07-06-2006

A protein associated with a disorder that causes deafness and blindness in people may be a key to unraveling one of the foremost mysteries of how we hear, says a study in the June 28 issue of the Journal of Neuroscience.

Scientists with the National Institute on Deafness and Other Communication Disorders (NIDCD), one of the National Institutes of Health (NIH), and the University of Sussex, Brighton, United Kingdom, have identified protocadherin-15 as a likely player in the moment-of-truth reaction in which sound is converted into electrical signals. Protocadherin-15 is a protein made by a gene that causes one form of type 1 Usher syndrome, the most common cause of deaf-blindness in humans.

The findings will not only provide insight into how hearing takes place at the molecular level, but also may help scientists figure out why some people temporarily lose their hearing after being exposed to loud noise, only to regain it a day or two later.

“These findings offer a more precise picture of the complicated processes involved with our sense of hearing,” says Elias A. Zerhouni, MD, director of the NIH. “With roughly 15% of American adults reporting some degree of hearing loss, it is increasingly vital that we continue making inroads into our understanding of these processes, helping us seek new and better treatments, and opening the doors to better hearing health for Americans.”

Researchers have long known that hair cells, small sensory cells in the inner ear, convert sound energy into electrical signals that travel to the brain. When fluid in the inner ear is set into motion by vibrations emanating from the bones of the middle ear, the rippling effect causes bristly structures atop the hair cells to bump up against an overlying membrane and to deflect. The bristles, called stereocilia, are arranged in tiers and connected by minute links. As the stereocilia are deflected, pore-like channels on the surface of the stereocilia open up, allowing potassium to rush in, and generate an electrical signal. Because the “tip link”—the link that connects the tip of the shorter stereocilium to the side of the adjacent, taller stereocilium—must be present for the channel to function, scientists believe that this structure may be responsible for opening and closing the channel gate. Researchers suggest that if they can learn the makeup of the tip link, they’ll be that much closer to understanding how the gate mechanism operates.

“This research identifies protocadherin-15 to be one of the proteins associated with the tip link, thus finally answering a question that has been baffling researchers for years,” says James F. Battey, Jr, MD, PhD, director of the NIDCD. “Thanks to the collaborative effort among these researchers, we are now at the closest point we have ever been to understanding the mechanism by which the ear converts mechanical energy—or energy of motion—into a form of energy that the brain can recognize as sound.”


- _EXERCISE PROMPT_:
Both the line with "This screenshot has" and the line with "The width and height of the screenshot is (1434, 677)." in the records below must appear in the output, along with every line between them, exactly and with nothing added.

- _INPUT FOR THIS TASK_:
== == ==

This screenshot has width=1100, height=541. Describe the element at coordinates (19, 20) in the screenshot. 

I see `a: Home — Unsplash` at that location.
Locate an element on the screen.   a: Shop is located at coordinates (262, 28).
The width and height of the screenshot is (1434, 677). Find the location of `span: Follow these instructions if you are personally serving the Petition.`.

== == ==

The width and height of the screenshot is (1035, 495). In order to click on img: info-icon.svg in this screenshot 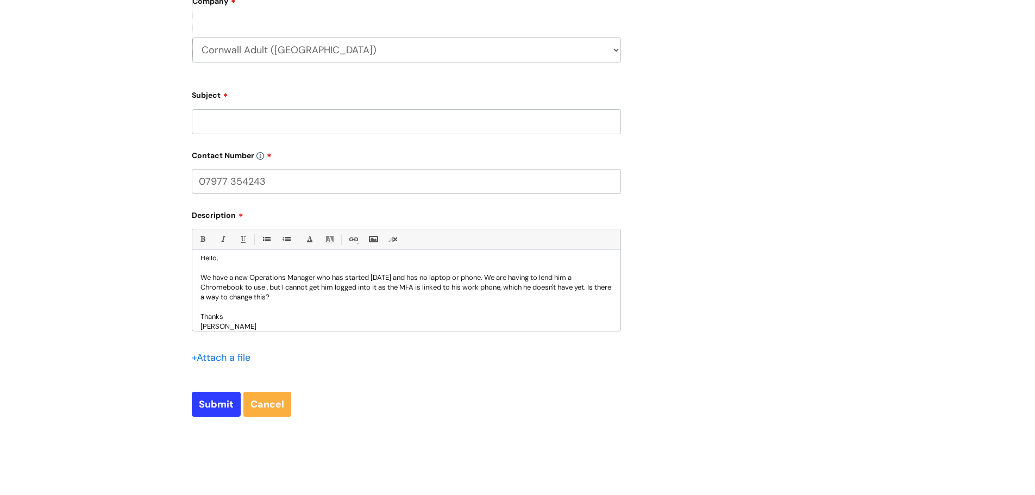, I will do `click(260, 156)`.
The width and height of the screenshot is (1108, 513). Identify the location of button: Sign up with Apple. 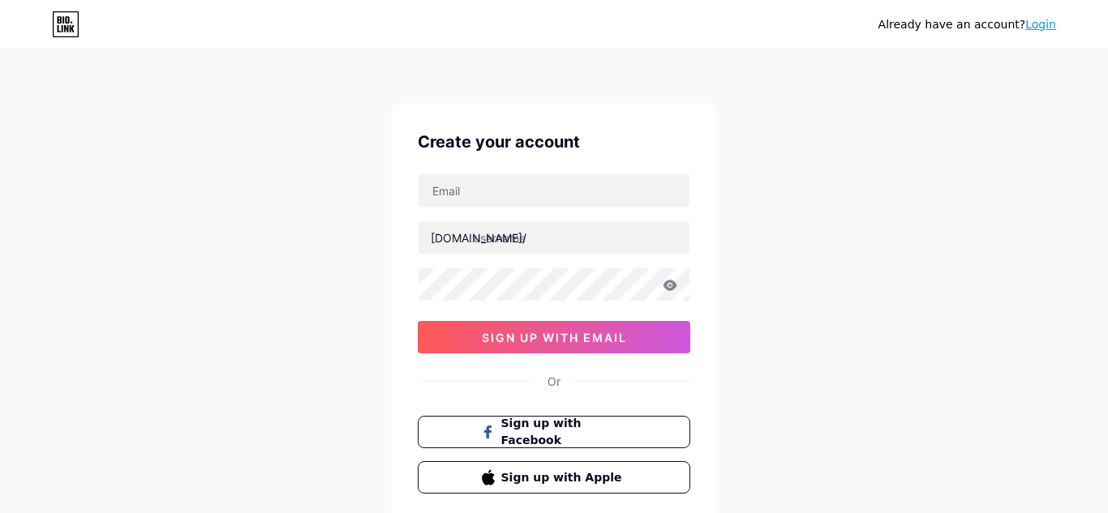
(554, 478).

== == ==

- _TASK SOLUTION_:
This screenshot has width=1100, height=541. Describe the element at coordinates (19, 20) in the screenshot. 

I see `a: Home — Unsplash` at that location.
Locate an element on the screen.   a: Shop is located at coordinates (262, 28).
The width and height of the screenshot is (1434, 677). Find the location of `span: Follow these instructions if you are personally serving the Petition.`.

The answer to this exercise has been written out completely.